Interpretation Xanthias the iron-worker (PAA 730220 add.) is otherwise
unknown, but the reference to his statue, i. e. his grave-marker, suggests that
he was relatively well-to-do. Whether the grave-marker was already in place
in Eupolis’ time (meaning that Xanthias was dead by the final quarter of the
5th century and that Taxiarchoi mentioned the bellows carved on it) or the
reference is a product of Hellenistic attempts to gather information about
5th-century kdmdidoumenoi is unclear. Meineke suggested that Xanthias must
have been brought onstage in Eupolis’ play, but all we know is that he was
mentioned. The name is often borne by Aristophanic slaves (e. g. Ach. 243; Nu.

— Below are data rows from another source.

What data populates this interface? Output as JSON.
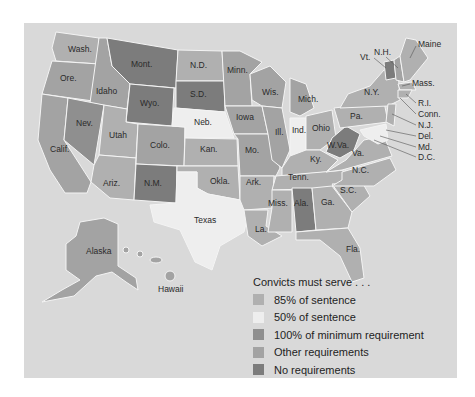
{
  "colors": {
    "background": "#d9d9d9",
    "85pct": "#b0b0b0",
    "50pct": "#eeeeee",
    "100pct_min": "#8f8f8f",
    "other": "#a3a3a3",
    "none": "#7c7c7c"
  },
  "legend": {
    "title": "Convicts must serve . . .",
    "items": [
      {
        "label": "85% of sentence",
        "color": "#b0b0b0"
      },
      {
        "label": "50% of sentence",
        "color": "#eeeeee"
      },
      {
        "label": "100% of minimum requirement",
        "color": "#8f8f8f"
      },
      {
        "label": "Other requirements",
        "color": "#a3a3a3"
      },
      {
        "label": "No requirements",
        "color": "#7c7c7c"
      }
    ]
  },
  "states": {
    "wash": "Wash.",
    "ore": "Ore.",
    "calif": "Calif.",
    "idaho": "Idaho",
    "nev": "Nev.",
    "mont": "Mont.",
    "wyo": "Wyo.",
    "utah": "Utah",
    "ariz": "Ariz.",
    "colo": "Colo.",
    "nm": "N.M.",
    "nd": "N.D.",
    "sd": "S.D.",
    "neb": "Neb.",
    "kan": "Kan.",
    "okla": "Okla.",
    "texas": "Texas",
    "minn": "Minn.",
    "iowa": "Iowa",
    "mo": "Mo.",
    "ark": "Ark.",
    "la": "La.",
    "wis": "Wis.",
    "ill": "Ill.",
    "mich": "Mich.",
    "ind": "Ind.",
    "ohio": "Ohio",
    "ky": "Ky.",
    "tenn": "Tenn.",
    "miss": "Miss.",
    "ala": "Ala.",
    "ga": "Ga.",
    "fla": "Fla.",
    "sc": "S.C.",
    "nc": "N.C.",
    "va": "Va.",
    "wva": "W.Va.",
    "pa": "Pa.",
    "ny": "N.Y.",
    "vt": "Vt.",
    "nh": "N.H.",
    "maine": "Maine",
    "mass": "Mass.",
    "ri": "R.I.",
    "conn": "Conn.",
    "nj": "N.J.",
    "del": "Del.",
    "md": "Md.",
    "dc": "D.C.",
    "alaska": "Alaska",
    "hawaii": "Hawaii"
  }
}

1485) and occasionally by real 5th- and 4th-century Athenians (e.g. IGI31150.11
(a war casualty in 446 BCE) = PAA 730170).

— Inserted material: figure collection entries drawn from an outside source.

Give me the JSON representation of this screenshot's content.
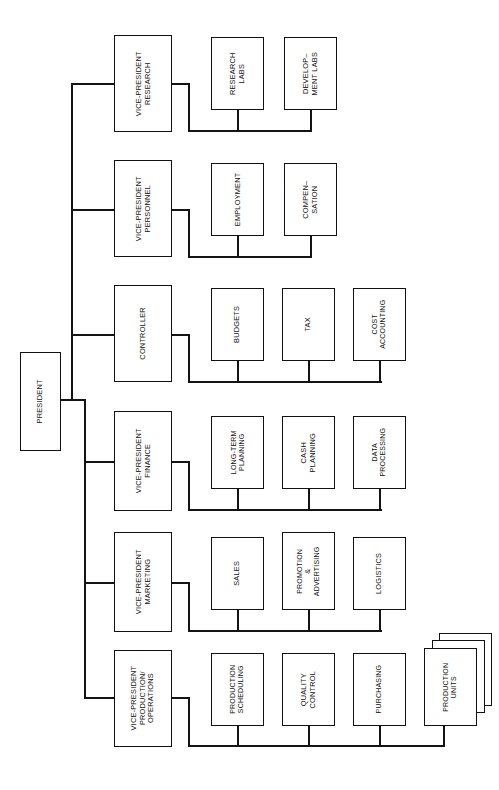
{
  "diagram": {
    "orientation": "rotated-90-ccw",
    "line_color": "#141414",
    "box_border_color": "#111111",
    "background": "#ffffff"
  },
  "root": {
    "label": "PRESIDENT"
  },
  "branches": [
    {
      "id": "research",
      "label": "VICE-PRESIDENT\nRESEARCH",
      "line1": "VICE-PRESIDENT",
      "line2": "RESEARCH",
      "children": [
        {
          "id": "research-labs",
          "line1": "RESEARCH",
          "line2": "LABS"
        },
        {
          "id": "development-labs",
          "line1": "DEVELOP–",
          "line2": "MENT LABS"
        }
      ]
    },
    {
      "id": "personnel",
      "label": "VICE-PRESIDENT\nPERSONNEL",
      "line1": "VICE-PRESIDENT",
      "line2": "PERSONNEL",
      "children": [
        {
          "id": "employment",
          "line1": "EMPLOYMENT",
          "line2": ""
        },
        {
          "id": "compensation",
          "line1": "COMPEN–",
          "line2": "SATION"
        }
      ]
    },
    {
      "id": "controller",
      "label": "CONTROLLER",
      "line1": "CONTROLLER",
      "line2": "",
      "children": [
        {
          "id": "budgets",
          "line1": "BUDGETS",
          "line2": ""
        },
        {
          "id": "tax",
          "line1": "TAX",
          "line2": ""
        },
        {
          "id": "cost-accounting",
          "line1": "COST",
          "line2": "ACCOUNTING"
        }
      ]
    },
    {
      "id": "finance",
      "label": "VICE-PRESIDENT\nFINANCE",
      "line1": "VICE-PRESIDENT",
      "line2": "FINANCE",
      "children": [
        {
          "id": "long-term-planning",
          "line1": "LONG-TERM",
          "line2": "PLANNING"
        },
        {
          "id": "cash-planning",
          "line1": "CASH",
          "line2": "PLANNING"
        },
        {
          "id": "data-processing",
          "line1": "DATA",
          "line2": "PROCESSING"
        }
      ]
    },
    {
      "id": "marketing",
      "label": "VICE-PRESIDENT\nMARKETING",
      "line1": "VICE-PRESIDENT",
      "line2": "MARKETING",
      "children": [
        {
          "id": "sales",
          "line1": "SALES",
          "line2": ""
        },
        {
          "id": "promotion-advertising",
          "line1": "PROMOTION",
          "line2": "&",
          "line3": "ADVERTISING"
        },
        {
          "id": "logistics",
          "line1": "LOGISTICS",
          "line2": ""
        }
      ]
    },
    {
      "id": "production-operations",
      "label": "VICE-PRESIDENT\nPRODUCTION/\nOPERATIONS",
      "line1": "VICE-PRESIDENT",
      "line2": "PRODUCTION/",
      "line3": "OPERATIONS",
      "children": [
        {
          "id": "production-scheduling",
          "line1": "PRODUCTION",
          "line2": "SCHEDULING"
        },
        {
          "id": "quality-control",
          "line1": "QUALITY",
          "line2": "CONTROL"
        },
        {
          "id": "purchasing",
          "line1": "PURCHASING",
          "line2": ""
        },
        {
          "id": "production-units",
          "line1": "PRODUCTION",
          "line2": "UNITS",
          "stacked": true,
          "stack_count": 3
        }
      ]
    }
  ]
}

For bronze- and ironworking in and around the Athenian Agora, see
Mattusch 1977, esp. 357-8 (a mid-4th-century ironworks, perhaps an armorer’s
shop). For iron-working generally, see Rickard 1939; Treister 1996. 213-37. For
bellows, see Papadopoulos 1992, esp. 206-8 (with bibliography); Betancourt
and Muhly 2006.
σιδηρίτης—σιδηρΐτις is the feminine form of the adjective—is attested
before this only at A. fr. **78a.67 (quoted in Citation context; tentatively as-
signed to the satyr play Thedroi e Isthmiastai) and at Pi. N. 5.19 σιδαρίταν
έπαινήσαι πόλεμον. Eupolis may thus be echoing—and twisting—Aeschylus
by converting a figurative sense of the phrase (~ “warfare”) to a literal one
(“iron-smithing”). For the formation of the adjective, cf. e.g. άργυρίτης «
άργυρος, “silver”), χαλκίτης « χαλκός, “bronze”), ύαλίτης « ϋαλος, “glass”).

fr. 284 K.-A. (262 K.)
Synag. B a 123
άγκυρίσας- κάμψας τον πόδα· σχήμα δέ έστι παλαιστρικόν. Ευπολις Ταξιάρχοις
a η k y r i s a s: bending one’s foot; this is a wrestling move. Eupolis in Taxiarchoi
Discussion Bergk 1838. 365-6; Meineke 1839 11.528—9; Fritzsche 1857/58. 6;
Kock 1880 1.329-30
Citation context In origin a note on Ar. Eq. 262-3 διαβαλών, άγκυρίσας, /
είτ’ άποστρέψας τον ώμον (“you grab/slander him and catch his foot, then
twist his shoulder about”; the Paphlagonian’s treatment of any decent citizen
who falls into his clutches); cf. ΣνΕΓΘΜ ~ Suda a 261. Hsch. a 582 (quoted in
Text) is likely drawn from the same source, and cf. Antiatt. p. 81.4-6 (also
quoted in Text).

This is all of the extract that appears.